In a bid to block leakages and improve internally generated revenue paid into Consolidated Revenue Fund, the federal government has finalized measures that will reduce the ability of its revenue-generating agencies to spend money at source and also set limits on their expenditure.
It was learnt that the measures were contained in a memo recently sent to President Muhammadu Buhari by the Minister of Finance, Mrs. Kemi Adeosun, detailing how most of the agencies spend almost 100 per cent of the revenue they collect on behalf of the federal government and remitting paltry sums to the Consolidated Revenue Fund.
Section 22(2) of the Fiscal Responsibility Act requires theses agencies to generate an operating surplus, of which 80 per cent is to be paid into the Consolidated Revenue Fund (CRF). The balance of the operating surplus is meant to be transferred to the agency’s general reserve fund, notwithstanding the provisions of any written law establishing the agency.
The same act requires that these agencies submit annual budgets for approval by the National Assembly.
But in practice, many of these agencies fail to submit budgets and are thus able to generate and spend revenue without scrutiny or accountability.
The level of compliance with remittances into the Consolidated Revenue Fund is so low, with some agencies never having contributed any funds at all.
It was the same high degree of non-compliance that set the former Coordinating Minister for the Economy and Minister of Finance, Dr. Ngozi Okonjo-Iweala, on a collision course with the management of the Nigerian Maritime Administration and Safety Agency (NIMASA) last year when her ministry was forced to withdraw operating surpluses from the accounts of the agencies with commercial banks in the country.
Credit: ThisDay
电报中文版下载为您详解这款流行通讯工具的各项特性。从加密聊天到频道广播,应有尽有。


• DIRECTIONS FOR THIS TASK
Repeat each line of the records below exactly.

• SUPPLIED ENTRIES
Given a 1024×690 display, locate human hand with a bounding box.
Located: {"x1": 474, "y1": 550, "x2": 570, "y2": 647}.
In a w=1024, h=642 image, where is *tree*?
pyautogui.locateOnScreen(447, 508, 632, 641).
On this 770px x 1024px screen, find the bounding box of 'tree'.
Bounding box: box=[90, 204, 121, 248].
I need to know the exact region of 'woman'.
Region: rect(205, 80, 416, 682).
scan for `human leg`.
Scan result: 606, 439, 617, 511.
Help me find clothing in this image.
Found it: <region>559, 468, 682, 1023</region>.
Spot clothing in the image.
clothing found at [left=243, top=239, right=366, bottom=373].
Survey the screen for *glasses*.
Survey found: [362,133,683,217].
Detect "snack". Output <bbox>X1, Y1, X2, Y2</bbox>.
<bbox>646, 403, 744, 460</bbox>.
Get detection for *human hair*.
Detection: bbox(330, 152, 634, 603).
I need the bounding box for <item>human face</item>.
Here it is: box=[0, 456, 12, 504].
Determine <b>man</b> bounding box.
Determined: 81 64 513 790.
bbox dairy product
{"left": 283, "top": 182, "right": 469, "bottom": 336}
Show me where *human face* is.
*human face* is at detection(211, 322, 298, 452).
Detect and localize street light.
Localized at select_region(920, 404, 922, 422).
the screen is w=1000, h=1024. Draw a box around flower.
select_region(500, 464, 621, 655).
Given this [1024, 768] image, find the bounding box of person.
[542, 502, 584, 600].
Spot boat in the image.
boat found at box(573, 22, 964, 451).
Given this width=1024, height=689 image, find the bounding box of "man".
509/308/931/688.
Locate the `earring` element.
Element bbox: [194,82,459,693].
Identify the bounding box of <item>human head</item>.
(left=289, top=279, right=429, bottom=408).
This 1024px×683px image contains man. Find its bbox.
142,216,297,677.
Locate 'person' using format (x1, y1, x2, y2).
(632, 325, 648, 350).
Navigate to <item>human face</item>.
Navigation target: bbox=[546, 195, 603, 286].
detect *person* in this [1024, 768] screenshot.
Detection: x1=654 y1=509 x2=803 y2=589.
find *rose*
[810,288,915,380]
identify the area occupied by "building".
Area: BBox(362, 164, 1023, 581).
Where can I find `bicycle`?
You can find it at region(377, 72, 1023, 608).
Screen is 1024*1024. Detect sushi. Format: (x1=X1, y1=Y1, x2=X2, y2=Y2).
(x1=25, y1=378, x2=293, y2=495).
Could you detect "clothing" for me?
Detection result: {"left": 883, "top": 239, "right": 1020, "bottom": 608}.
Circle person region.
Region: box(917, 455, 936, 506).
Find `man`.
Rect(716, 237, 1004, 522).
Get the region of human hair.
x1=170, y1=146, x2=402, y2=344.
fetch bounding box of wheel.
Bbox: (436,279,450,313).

• RESPONSE TO THIS EXERCISE
Given a 1024×690 display, locate human hand with a bounding box.
Located: {"x1": 474, "y1": 550, "x2": 570, "y2": 647}.
In a w=1024, h=642 image, where is *tree*?
pyautogui.locateOnScreen(447, 508, 632, 641).
On this 770px x 1024px screen, find the bounding box of 'tree'.
Bounding box: box=[90, 204, 121, 248].
I need to know the exact region of 'woman'.
Region: rect(205, 80, 416, 682).
scan for `human leg`.
Scan result: 606, 439, 617, 511.
Help me find clothing in this image.
Found it: <region>559, 468, 682, 1023</region>.
Spot clothing in the image.
clothing found at [left=243, top=239, right=366, bottom=373].
Survey the screen for *glasses*.
Survey found: [362,133,683,217].
Detect "snack". Output <bbox>X1, Y1, X2, Y2</bbox>.
<bbox>646, 403, 744, 460</bbox>.
Get detection for *human hair*.
Detection: bbox(330, 152, 634, 603).
I need the bounding box for <item>human face</item>.
Here it is: box=[0, 456, 12, 504].
Determine <b>man</b> bounding box.
Determined: 81 64 513 790.
bbox dairy product
{"left": 283, "top": 182, "right": 469, "bottom": 336}
Show me where *human face* is.
*human face* is at detection(211, 322, 298, 452).
Detect and localize street light.
Localized at select_region(920, 404, 922, 422).
the screen is w=1000, h=1024. Draw a box around flower.
select_region(500, 464, 621, 655).
Given this [1024, 768] image, find the bounding box of person.
[542, 502, 584, 600].
Spot boat in the image.
boat found at box(573, 22, 964, 451).
Given this width=1024, height=689 image, find the bounding box of "man".
509/308/931/688.
Locate the `earring` element.
Element bbox: [194,82,459,693].
Identify the bounding box of <item>human head</item>.
(left=289, top=279, right=429, bottom=408).
This 1024px×683px image contains man. Find its bbox.
142,216,297,677.
Locate 'person' using format (x1, y1, x2, y2).
(632, 325, 648, 350).
Navigate to <item>human face</item>.
Navigation target: bbox=[546, 195, 603, 286].
detect *person* in this [1024, 768] screenshot.
Detection: x1=654 y1=509 x2=803 y2=589.
find *rose*
[810,288,915,380]
identify the area occupied by "building".
Area: BBox(362, 164, 1023, 581).
Where can I find `bicycle`?
You can find it at region(377, 72, 1023, 608).
Screen is 1024*1024. Detect sushi. Format: (x1=X1, y1=Y1, x2=X2, y2=Y2).
(x1=25, y1=378, x2=293, y2=495).
Could you detect "clothing" for me?
Detection result: {"left": 883, "top": 239, "right": 1020, "bottom": 608}.
Circle person region.
Region: box(917, 455, 936, 506).
Find `man`.
Rect(716, 237, 1004, 522).
Get the region of human hair.
x1=170, y1=146, x2=402, y2=344.
fetch bounding box of wheel.
Bbox: (436,279,450,313).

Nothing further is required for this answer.